In the second section, the memo admits difficulty in finding any clear definition for the "severe pain or suffering" required by the torture statute (which is also required by the UN Convention). After examining the definition provided in various dictionaries, it concludes that "pain" is synonymous with "suffering" ("it is difficult to conceive of such suffering that would not involve severe physical pain"), and, selecting among the many definitions, the memo proposes that severe pain must be difficult to endure (some definitions quoted in the memo define severe pain as "inflicting discomfort"). In searching for a reference to the term in other U.S. statutes and law, it quotes from a health care law that defines "emergency condition", but merely mentions "severe pain" in passing.
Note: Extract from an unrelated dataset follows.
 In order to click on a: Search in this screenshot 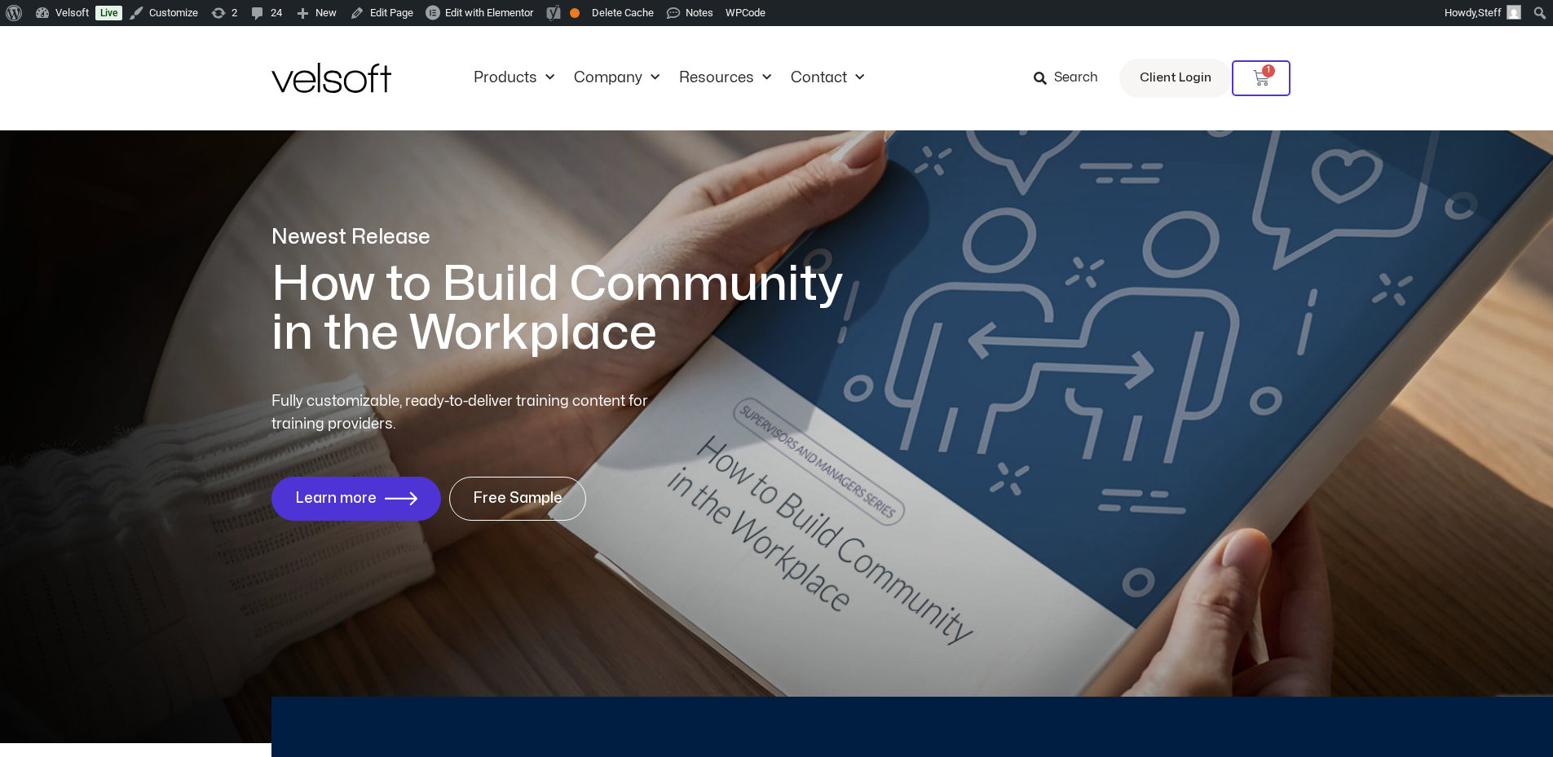, I will do `click(1071, 78)`.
That statutory subsection, 8 U.S.C. section 1395w-22(d)(3)(B), defines an emergency condition as a condition "manifesting itself by acute symptoms of sufficient severity (including severe pain) such that [one] ... could reasonably expect the absence of immediate medical attention to result in placing the health of the individual ... in serious jeopardy, serious impairment to bodily functions, or serious dysfunction of any bodily organ or part".
The memorandum concludes with a narrow definition of torture, that its "severe pain" must necessarily be pain associated with "death, organ failure, or serious impairment of body functions". It also states that the statute requires "prolonged mental harm" to accompany mental or physical pain, and that "prolonged" means a duration of months or years.